Coupled Cell-Intrinsic and Microenvironmental Heterogeneity Drives Divergent Trajectories in Castration-Resistant Prostate Cancer

Avatar
Poster
Voice is AI-generated
Connected to paperThis paper is a preprint and has not been certified by peer review

Coupled Cell-Intrinsic and Microenvironmental Heterogeneity Drives Divergent Trajectories in Castration-Resistant Prostate Cancer

Authors

Kemkar, S.; Tao, M.; Ghosh, A.; Ramamurthy, A.; Radhakrishnan, R.

Abstract

Castration-resistant prostate cancer emerges from coupling between cell-intrinsic heterogeneity and microenvironmental constraints. Mechanistically dissecting this coupling, rather than either factor in isolation, is the central aim of this study.
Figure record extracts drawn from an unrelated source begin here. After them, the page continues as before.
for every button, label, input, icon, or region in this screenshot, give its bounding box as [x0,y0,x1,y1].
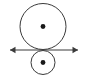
figure-background [0,0,87,78]
figure-canvas [0,0,87,78]
small-circle-center-dot [41,60,46,65]
large-circle-center-dot [41,24,46,29]
geometry-figure [0,0,87,78]
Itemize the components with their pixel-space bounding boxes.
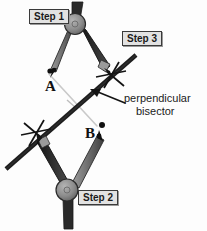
segment-ab — [49, 74, 97, 126]
point-b-label: B — [85, 126, 95, 141]
perpendicular-bisector-diagram: Step 1 Step 3 Step 2 A B perpendicular b… — [0, 0, 207, 231]
step-1-label: Step 1 — [29, 9, 69, 24]
step-3-label: Step 3 — [122, 31, 162, 46]
annotation-line-2: bisector — [124, 105, 207, 118]
perpendicular-bisector-annotation: perpendicular bisector — [124, 92, 207, 117]
annotation-line-1: perpendicular — [124, 92, 191, 104]
point-a-label: A — [45, 79, 56, 94]
perpendicular-bisector-line — [6, 55, 136, 169]
step-2-label: Step 2 — [78, 190, 118, 205]
annotation-arrow — [90, 89, 125, 103]
point-a-dot — [47, 68, 52, 73]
To systematically study the effect of intrinsic and extrinsic spatial axes on disease trajectories, we developed an integrated multiscale framework: a cellular signaling model (MHS) parameterized with TCGA genomic data from control, biochemical recurrence (BR), and treatment-resistant (TR) cohorts, coupled to a spatial agent-based model (ABM). Machine learning surrogates trained on the MHS model identified PTEN, MDM4, and AR as dominant intrinsic drivers, using SHAP-based feature ranking. Clinical validation via Kaplan-Meier and Cox regression across cBioPortal cohorts confirmed these rankings: AR alterations (median OS 20 vs. 86 months), PTEN loss (54 vs. 77 months), and MDM4 amplification (33 vs. 75 months) predicted poor overall survival outcomes independently. At the tissue scale, ABM simulations were run to study the effect of microenvironmental (cell-extrinsic) factors such as physical confinement, androgen uptake kinetics, and adhesion-motility strength, on disease progression. This spatiotemporal analysis revealed that identical genetic alterations produce varied selection outcomes depending on microenvironmental context. Extending this coupling logic to the individual patient level, we parameterized the MHS model using gene expression profiles from 14 patients in the EUREKA1 prospective registry. Patient-specific androgen sensitivity ratios, the ratio of net cell growth under high versus low testosterone, stratified patients by model-predicted androgen dependence without requiring longitudinal PSA observations and showed that PTEN deletion shifts the proliferative response toward androgen independence in a patient-specific magnitude set by the broader expression background. This provides a model-based route from genomic data at diagnosis to personalized prediction of ADT resistance risk. Together, these findings establish that CRPC emergence is an emergent property of the intrinsic-extrinsic coupling, that neither molecular nor spatial analyses in isolation can predict clinical trajectories, and that mechanistic integration of both is required for accurate patient stratification.